Home Health & Hospice Week

Medicaid:

LOUISIANA AIMS TO CUT CUSTOM WHEELCHAIR ORDERS

Medicaid changes how nursing homes pay for equipment.

If you're a durable medical equipment supplier serving Louisiana, expect to see fewer orders for custom wheelchairs.

The Louisiana Department of Health & Hospitals has enacted a new rule requiring nursing homes to foot the bill for patients' customized wheelchairs and other medical equipment in exchange for higher Medicaid rates - a move that's expected to reduce custom wheelchair use while saving the state an estimated $8.5 million.

Under the previous system, nursing homes were responsible for providing standard wheelchairs to residents who needed them and paying for the equipment out of their daily Medicaid rates. But if a resident needed a customized chair, the state would buy the device directly from a DME supplier.

Because facilities had to pay for standard chairs but not customized ones, they had "an incentive from the start to order a custom chair," DHH Secretary Fred Cerise told a state legislative panel earlier this month.

When residents died, the chairs would go to their families rather than the nursing home or equipment dealer. As a result, the state sometimes ended up paying thousands of dollars for custom equipment that got only a few weeks or months of use. CMS Sought the New Policy Louisiana is one of only a handful of states that pay separately for DME instead of including its cost in the rate paid to nursing homes. The state revamped its policy at the urging of the Centers for Medicare & Medicaid Services, which is seeking ways to control runaway Medicaid spending.

Customized chairs cost Louisiana $14 million in the fiscal year that ended June 30, the Associated Press reports. In comparison, New Mexico spent just $46,000 on custom wheelchairs last year, even though it's among the states that don't require nursing homes to pay for the devices.

Louisiana's new rule took effect July 20. To cover nursing homes' cost of supplying the equipment, the state hiked the daily rates paid to facilities by 92 cents per patient. The nursing home industry has protested the policy, arguing that it would hurt them financially, but DME suppliers say they welcome the change.

"This is going to stop some dealers from selling custom wheelchairs," acknowledges Rivers Breedlove, marketing director for Red Ball Medical Supply in Shreveport, LA. "But they were doing custom chairs for people who didn't need them anyway. [The change] doesn't bother me at all because we don't operate that way."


• [TASK BRIEF]:
Give the count of lines in the records below that contain "widget", with no other words.

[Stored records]
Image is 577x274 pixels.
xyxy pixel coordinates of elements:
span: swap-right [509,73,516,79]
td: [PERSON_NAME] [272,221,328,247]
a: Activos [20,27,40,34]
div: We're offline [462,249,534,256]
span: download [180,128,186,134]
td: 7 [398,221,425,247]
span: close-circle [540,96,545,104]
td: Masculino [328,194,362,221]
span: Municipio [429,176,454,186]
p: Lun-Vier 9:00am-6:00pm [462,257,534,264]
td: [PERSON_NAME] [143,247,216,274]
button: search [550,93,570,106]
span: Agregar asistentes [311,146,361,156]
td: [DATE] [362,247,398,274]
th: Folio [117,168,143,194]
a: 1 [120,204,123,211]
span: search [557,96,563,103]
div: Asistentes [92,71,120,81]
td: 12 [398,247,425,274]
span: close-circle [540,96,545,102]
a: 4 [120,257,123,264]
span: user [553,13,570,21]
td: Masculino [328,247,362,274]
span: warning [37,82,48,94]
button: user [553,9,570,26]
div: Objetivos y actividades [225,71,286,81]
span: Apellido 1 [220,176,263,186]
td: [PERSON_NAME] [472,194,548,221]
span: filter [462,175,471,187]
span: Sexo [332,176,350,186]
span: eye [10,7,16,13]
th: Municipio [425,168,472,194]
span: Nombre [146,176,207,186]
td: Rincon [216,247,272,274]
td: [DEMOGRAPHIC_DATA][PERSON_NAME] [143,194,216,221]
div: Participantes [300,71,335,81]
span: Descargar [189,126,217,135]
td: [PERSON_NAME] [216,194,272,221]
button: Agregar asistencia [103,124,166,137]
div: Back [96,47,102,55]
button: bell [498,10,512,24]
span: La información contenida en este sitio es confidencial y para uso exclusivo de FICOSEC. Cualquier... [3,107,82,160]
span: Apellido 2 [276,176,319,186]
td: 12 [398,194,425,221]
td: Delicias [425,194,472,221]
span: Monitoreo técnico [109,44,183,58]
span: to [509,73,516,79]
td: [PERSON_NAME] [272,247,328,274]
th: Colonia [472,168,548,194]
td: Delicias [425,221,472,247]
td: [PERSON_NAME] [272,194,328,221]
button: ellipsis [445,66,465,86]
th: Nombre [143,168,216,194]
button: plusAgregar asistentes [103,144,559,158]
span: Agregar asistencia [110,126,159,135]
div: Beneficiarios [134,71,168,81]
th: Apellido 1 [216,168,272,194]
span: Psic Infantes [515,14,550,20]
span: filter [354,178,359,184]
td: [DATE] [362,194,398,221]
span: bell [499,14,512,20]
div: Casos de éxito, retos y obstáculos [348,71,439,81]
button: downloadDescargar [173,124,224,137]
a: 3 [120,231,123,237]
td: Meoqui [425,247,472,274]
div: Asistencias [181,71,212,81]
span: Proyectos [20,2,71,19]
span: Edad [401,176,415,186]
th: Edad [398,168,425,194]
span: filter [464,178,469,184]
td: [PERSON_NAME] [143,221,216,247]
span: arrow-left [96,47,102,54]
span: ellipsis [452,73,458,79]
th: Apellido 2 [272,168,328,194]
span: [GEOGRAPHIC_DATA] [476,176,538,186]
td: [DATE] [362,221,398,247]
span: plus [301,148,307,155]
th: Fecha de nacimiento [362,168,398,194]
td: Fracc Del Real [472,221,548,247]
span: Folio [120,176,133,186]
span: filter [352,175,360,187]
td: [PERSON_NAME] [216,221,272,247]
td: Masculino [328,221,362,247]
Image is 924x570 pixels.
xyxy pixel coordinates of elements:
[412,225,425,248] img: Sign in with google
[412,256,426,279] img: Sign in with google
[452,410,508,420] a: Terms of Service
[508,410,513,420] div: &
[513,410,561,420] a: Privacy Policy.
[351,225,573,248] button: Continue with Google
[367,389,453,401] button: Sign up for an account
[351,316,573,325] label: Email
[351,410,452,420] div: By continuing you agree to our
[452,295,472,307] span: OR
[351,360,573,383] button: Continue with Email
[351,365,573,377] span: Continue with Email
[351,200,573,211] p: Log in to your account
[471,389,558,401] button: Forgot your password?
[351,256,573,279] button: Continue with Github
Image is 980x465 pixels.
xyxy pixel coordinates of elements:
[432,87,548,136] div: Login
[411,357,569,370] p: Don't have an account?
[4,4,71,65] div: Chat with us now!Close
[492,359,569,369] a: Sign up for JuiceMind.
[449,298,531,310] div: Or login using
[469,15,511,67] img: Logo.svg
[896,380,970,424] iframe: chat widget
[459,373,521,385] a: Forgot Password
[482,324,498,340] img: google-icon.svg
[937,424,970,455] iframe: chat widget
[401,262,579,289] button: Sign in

• [EXERCISE RESULT]:
2